A very, very unusual feeling swept over me, and the tank seemed to have a strange green glow, like those luminescent sticks you break open and play with on dark nights. The strange feeling intensified, "but that’s OK", I think, " a floating feeling is natural for someone floating in a water tank…", duh… but nonetheless, I start to get a little concerned, because I begin to think I’m not in the tank any longer, even though I can see my hands holding the wire cutters against the pump feed… ...and then I notice someone off to my right, in my peripheral vision… ...I turn to him, thinking maybe to ask for help, or at least an explanation of the current situation… …but he is bent over, in pain, laughing uncontrollably, sobbing the helpless tears of an adolescent male watching reruns of the Three Stooges… … and as I realize he is going to be of no help at all, the green light in the tank goes out, the wire cutters drop from my hand to the bottom of the tank, and I cut the anchor line from my waist and shoot to the surface of the water and out onto the frozen ground.

I normally resist the urge to imbibe when working with power equipment or electricity, but I decide that now would be a good time for a glass of single malt. As in “Very Fine Scotch Whiskey”. No ice, please. I peel off my very wet wetsuit, and slip into a glass of Lagavulan in front of the wood stove. As I am drying off and warming up, I think of the fellow off to my right in the tank. I start laughing too, thinking what a sight that would have been, and gleefully imagining who the hell my imaginary friend might have been.

But back to work, Lad. Now that I have successfully discharged the capacitors built into the pump... (!!!!! so that’s what happened... (note of interest; total capacitance for this pump; @~24,000 volts) !!!), ... at least it should be safe to re-enter the tank and solder new connections in place. This time, I wear a drysuit. It is warmer. It also turns out to be even harder to keep submerged than a wetsuit. But, “Bricks-in-His-Drawers” and/or “Perseverance” is my middle name, boys, and I solder the lines underwater without burning a hole in the most expensive suit I own. (I’m detailing all the little successes like that, so you don’t think I’m completely incompetent). (The success tally is now at... uh, "1"). And now for the bummer. That is the anti-climatic ending to this part of the story. Afterward, I hooked up the generator directly to the pump, and it *actually* worked. I pumped thirty gallons of water inside, heated it on the wood stove, and took a loooooooong hot bath. And put a serious dent in that bottle of Lagavulin. Just another week in paradise under my belt.

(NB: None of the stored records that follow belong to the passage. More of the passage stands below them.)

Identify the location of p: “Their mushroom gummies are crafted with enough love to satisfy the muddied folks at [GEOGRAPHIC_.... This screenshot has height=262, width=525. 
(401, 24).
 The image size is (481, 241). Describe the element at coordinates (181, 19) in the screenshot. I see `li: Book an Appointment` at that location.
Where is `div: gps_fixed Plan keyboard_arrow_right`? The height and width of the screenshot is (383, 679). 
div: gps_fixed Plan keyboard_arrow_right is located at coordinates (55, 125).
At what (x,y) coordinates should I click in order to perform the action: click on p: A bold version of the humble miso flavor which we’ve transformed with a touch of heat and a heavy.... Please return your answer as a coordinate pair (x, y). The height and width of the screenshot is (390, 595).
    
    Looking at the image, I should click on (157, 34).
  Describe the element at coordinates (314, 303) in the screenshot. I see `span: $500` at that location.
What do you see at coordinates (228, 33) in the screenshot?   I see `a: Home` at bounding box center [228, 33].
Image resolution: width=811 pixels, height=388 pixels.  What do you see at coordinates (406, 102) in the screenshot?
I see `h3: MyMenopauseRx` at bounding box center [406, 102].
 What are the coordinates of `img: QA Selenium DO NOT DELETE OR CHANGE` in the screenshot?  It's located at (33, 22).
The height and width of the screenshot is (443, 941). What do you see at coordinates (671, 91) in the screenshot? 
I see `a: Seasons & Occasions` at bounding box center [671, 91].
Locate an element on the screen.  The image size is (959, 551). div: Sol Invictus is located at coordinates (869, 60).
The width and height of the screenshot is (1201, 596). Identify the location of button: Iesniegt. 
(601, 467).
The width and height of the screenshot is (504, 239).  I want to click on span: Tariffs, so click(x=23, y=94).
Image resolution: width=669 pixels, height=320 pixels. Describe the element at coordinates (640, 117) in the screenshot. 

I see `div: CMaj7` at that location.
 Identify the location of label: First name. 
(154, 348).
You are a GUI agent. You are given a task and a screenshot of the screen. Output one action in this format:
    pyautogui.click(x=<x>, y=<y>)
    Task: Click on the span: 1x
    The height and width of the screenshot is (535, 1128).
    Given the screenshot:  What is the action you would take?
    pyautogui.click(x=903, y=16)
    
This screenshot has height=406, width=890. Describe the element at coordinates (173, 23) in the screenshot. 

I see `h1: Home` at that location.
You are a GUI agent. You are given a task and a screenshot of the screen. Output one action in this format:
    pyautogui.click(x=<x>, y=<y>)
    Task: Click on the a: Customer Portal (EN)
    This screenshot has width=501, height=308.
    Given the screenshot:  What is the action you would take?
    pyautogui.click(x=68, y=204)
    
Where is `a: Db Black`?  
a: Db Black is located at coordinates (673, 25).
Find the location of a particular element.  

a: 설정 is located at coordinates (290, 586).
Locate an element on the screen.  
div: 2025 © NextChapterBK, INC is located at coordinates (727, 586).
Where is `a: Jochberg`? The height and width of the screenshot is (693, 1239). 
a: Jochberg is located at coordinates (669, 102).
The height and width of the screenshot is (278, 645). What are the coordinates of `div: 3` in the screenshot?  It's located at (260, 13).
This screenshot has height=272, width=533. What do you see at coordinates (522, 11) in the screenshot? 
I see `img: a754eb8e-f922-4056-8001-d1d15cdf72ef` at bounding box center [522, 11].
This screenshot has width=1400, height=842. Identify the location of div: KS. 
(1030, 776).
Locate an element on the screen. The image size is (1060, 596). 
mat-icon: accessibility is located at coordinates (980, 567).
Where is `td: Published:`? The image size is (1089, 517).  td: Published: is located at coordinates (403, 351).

Post Script… the following year, I was assisting at a Blackfoot sundance in Heart Butte. One evening, midweek, I was telling this same story to some Blood friends, one of whom was the elder holy man for the Sundance ceremony. We were all laughing very hard at my follies, and after wiping away some tears, the elder, George Goodstriker, looked at me with an earnest but troubled grin, and said, ”That was Napi. Who you saw in the tank with you, that was the Creator. And I’m afraid you are going to live a very long life, because the creator loves to laugh, more than anything in the universe.”

4 comments:

John said...

Dang, another missed spectator opportunity. Next time you decide to work underwater with electricity, let us know so we can bring our lawn chairs over. That reminds me, how are the replacement interviews going?

Wayne said...

And what about video and a soundtrack for us Eastern folks;-) Bob, you write very well and I love your humor!

Mike aka MonolithTMA said...

Wow! All that wilderness that could kill you and you try to do it with electricity! ;-)

James said...

You apologize for it not being well written, but I've got some unforgettable mental images!

And, as for part one, I so wish I could have been there!

Afterthought: How DID you end up with so much weird equipment? And I hope you put that shackle back on your truck axle.